You own a rental property. You charge rent for the unit, for parking, and for a storage locker. That's all your income. You net (subtract) all the stuff you as the owner have to pay for. Property tax. Your landscaper. Water and sewage bills. Electricity bills. Your property manager. Repairing the gutter. Your bookkeeper's time. And so on. In simple terms, all your bills.
To repeat, it doesn't include your mortgage, any depreciation your accountant includes, your taxes.
NOI is basically the same for everyone. Anyone who owns property X will have pretty much the same bills to pay. The main difference will be your property manager costs. One reason why it is so important to negotiate the property management fees in advance.

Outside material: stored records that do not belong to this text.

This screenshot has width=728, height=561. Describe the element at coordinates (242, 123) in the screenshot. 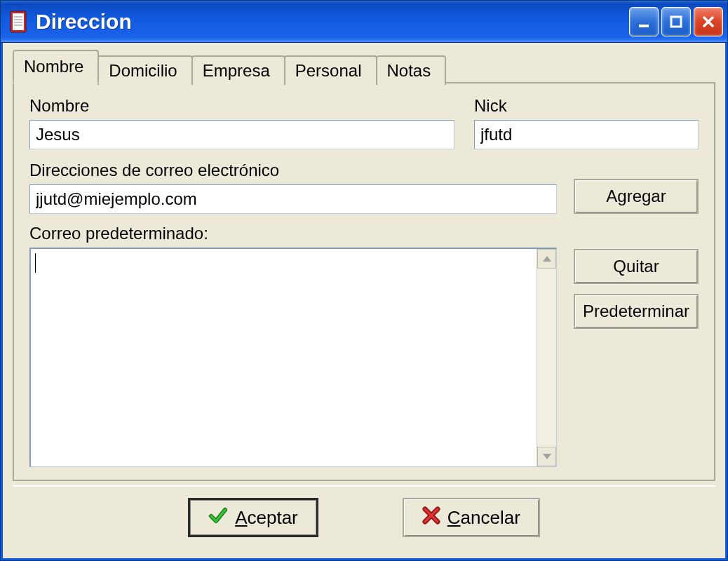

I see `name-field-group: Nombre` at that location.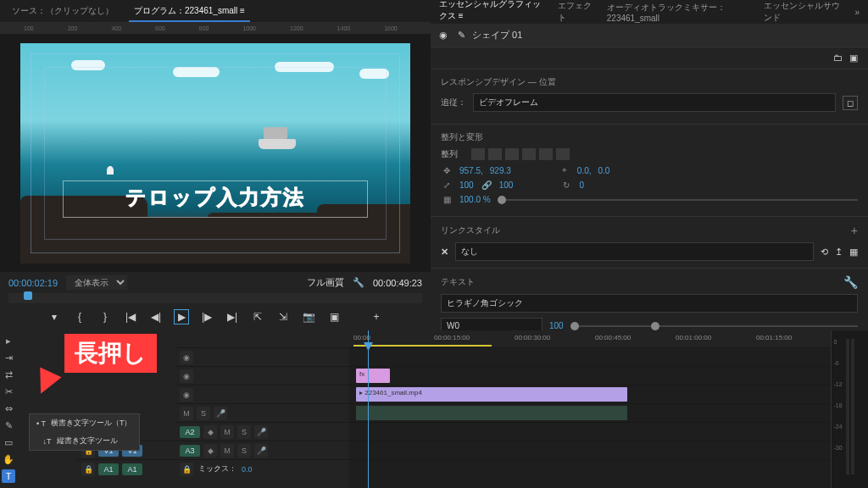 Image resolution: width=868 pixels, height=488 pixels. Describe the element at coordinates (824, 252) in the screenshot. I see `chain-icon: ⟲` at that location. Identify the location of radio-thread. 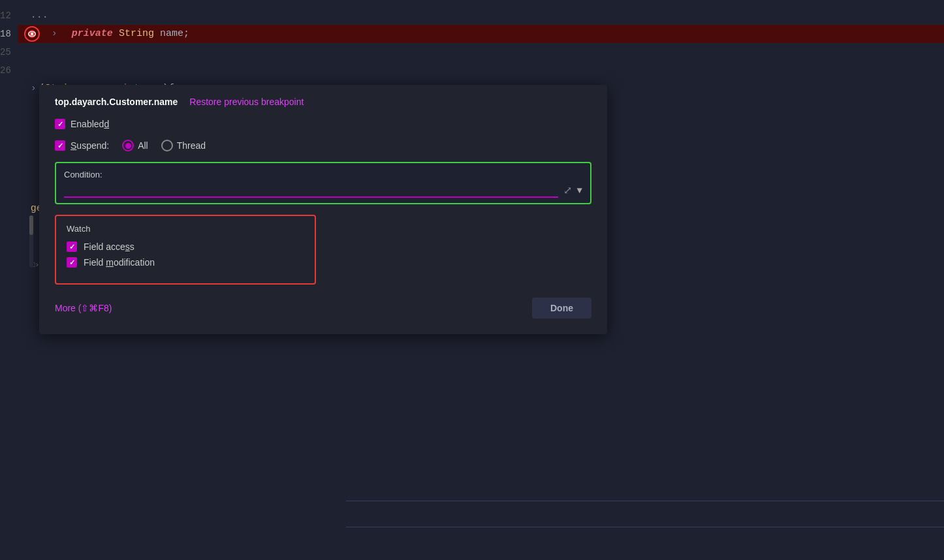
(167, 146).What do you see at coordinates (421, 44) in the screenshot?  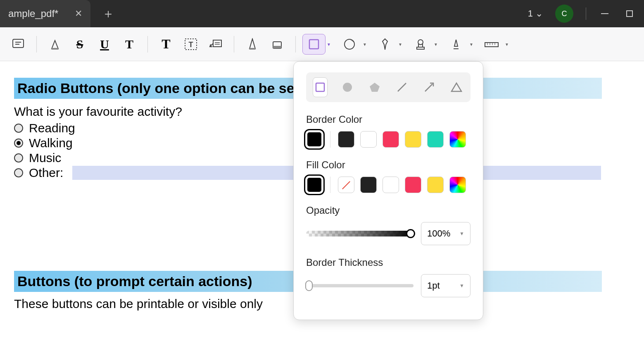 I see `stamp-tool: ▼` at bounding box center [421, 44].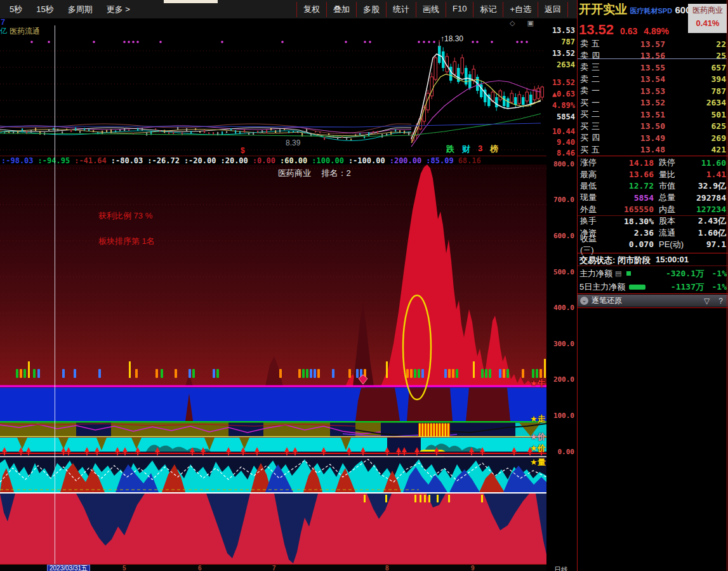 This screenshot has height=571, width=728. What do you see at coordinates (593, 150) in the screenshot?
I see `level-label: 买五` at bounding box center [593, 150].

Figure out what your NOI is for a property. Don't just take the sellers sheet at face value. Get the real rents and the real expenses for the last two years.
CAP rate
Capitalization rate is everywhere in real estate investing. Why? Because unlike ROE, it isn't specific to you.
CAP rate allows you - and everyone else - to compare any two properties for their hypothetical returns. Below 5% is usually cash flow negative for most investors.
Hypothetical. You shouldn't like the sound of that. I don't.
CAP rate is the returns of a property if you didn't have to finance it. That works if you're the heir to an oil empire. The reality is that 99% of us need a loan. That's why it's a hypothetical. If you paid $500,000 cash for a property and it made an NOI of $50,000 then the CAP rate is 10% ($50K divided by $500K). No financing included. No property management included.
CAP rate is the NOI divided by the purchase price. As you saw above, NOI is pretty much the same for everyone.
You'll typically see CAP rates of 4% to 7%. They're a starting point and that's it. Create your own rental calculator because the CAP rate doesn't mean anything for your situation. You have to include your real costs. That's property management and financing and anything else.
Cash flow and cash-on-cash
Be. Cash flow. Positive.
Cash flow is how much cash flows in and out of your bank account at any time.
Once you've bought your rental property with your downpayment, you shouldn't need to sink another dollar into it. The property should build enough cash over time to finance renovations. Or to cover unexpected vacancy.
Cash flow is king. Simple. Forecast your cash flow.
You may have a different circumstance. You may be comfortable with heavily financing a property so it is profitable but still requires you to inject cash. Fine.
For the rest of us I'm not going to beat around the bush. Get a place that kicks off enough cash. You'll have peace of mind. You'll be able to buy other places with this cash (hopefully!). If you're sinking more dollars into a place (it's cash flow negative) you're really hoping for the place to go up in value or rents to rise disproportionately quickly. You're taking on more risk is the upshot.
You will rarely hear the phrase cash-on-cash. Don't confuse it with ROE.
Cash-on-cash is how much cash your property puts in your bank per dollar of down payment. You put a down payment of $100,000. At the end of your first year you have $20,000 more dollars in your bank account than you did at the start. $20,000 divided by $100,000 is 20% cash-on-cash return.
Summary
All four metrics have their use. None is right, none is wrong. It's like car performance. Acceleration, top speed, fuel efficiency, tank range all have their uses. They're all connected and together paint a picture of how good the car is for you.
ROE ("return on equity") allows you to compare a property against your other investment opportunities. Aim for 10%+ as a guide.
NOI ("net operating income") are the raw dollars made on a property. They're a little different for everyone for a given property.
CAP rate ("capitalization rate") is the most standard way of comparing the returns of different properties irrespective of your circumstances. Aim for 6%+ as a guide.
Cash flow is the hard dollars moving into your bank account for a given property you own. Be cash flow positive.